Wheat Field with Cypresses, 1889. Vincent van Gogh. Oil on canvas. Purchase, The Annenberg Foundation Gift, 1993.
Cypresses gained ground in Van Gogh’s work by late June 1889 when he resolved to devote one of his first series in Saint-Rémy to the towering trees. Distinctive for their rich impasto, his exuberant on-the-spot studies include the Met’s close-up vertical view of cypresses (Cypresses) and this majestic horizontal composition, which he illustrated in reed-pen drawings sent to his brother on July 2. Van Gogh regarded the present work as one of his “best” summer landscapes and was prompted that September to make two studio renditions: one on the same scale (National Gallery, London) and the other a smaller replica, intended as a gift for his mother and sister (private collection).

About the Artist

After pursuing several occupations, including teacher, bookshop assistant, and preacher, Vincent van Gogh decided to become an artist at the age of twenty-seven. In just ten years, from 1880 to 1890, he created over 800 paintings and more than 1,100 works on paper— in addition to keeping up a voluminous correspondence, especially with his brother Theo, an art dealer.

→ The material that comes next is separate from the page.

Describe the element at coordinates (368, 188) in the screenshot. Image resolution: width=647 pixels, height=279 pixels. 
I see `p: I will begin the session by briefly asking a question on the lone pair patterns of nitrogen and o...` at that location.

Largely self-taught, Van Gogh considered it necessary to master drawing before attempting color. He studied art manuals, zealously copied prints—especially those of Jean-François Millet, whom he greatly admired—and drew constantly. It wasn’t until 1882 that he first tried painting.

In 1886, the artist left the Netherlands to share an apartment with Theo in Paris. For the first time, he came into contact with avant-garde artists like Paul Gauguin. He saw the last group exhibition of the Impressionists and the launching of Neo-Impressionism. As a result, Van Gogh abandoned his dark palette and adopted the bright colors of the Impressionists and the dots and dashes of Georges Seurat and Paul Signac.

Van Gogh moved south to Arles in 1888. He hoped to establish a community of artists but, aside from Gauguin’s brief stay that fall—cut short when Van Gogh had a breakdown—his primary contact with family and friends was through correspondence. To keep them abreast of his work he drew sketches of paintings in his letters and sent large pen-and-ink drawings. Fearing another breakdown, Van Gogh entered the asylum at Saint-Rémy in May 1889. There he painted some 150 canvases.

A year later, the artist moved to Auvers-sur-Oise, near Paris, where he kept up the pace, averaging a painting a day. On July 29, 1890, his painting came to an abrupt end when he died from a self-inflicted gunshot wound. By the time of his death, his work had begun to attract the attention of artists and critics and, by the early 1900s, Van Gogh had come to be regarded as a vanguard figure in the history of modern art.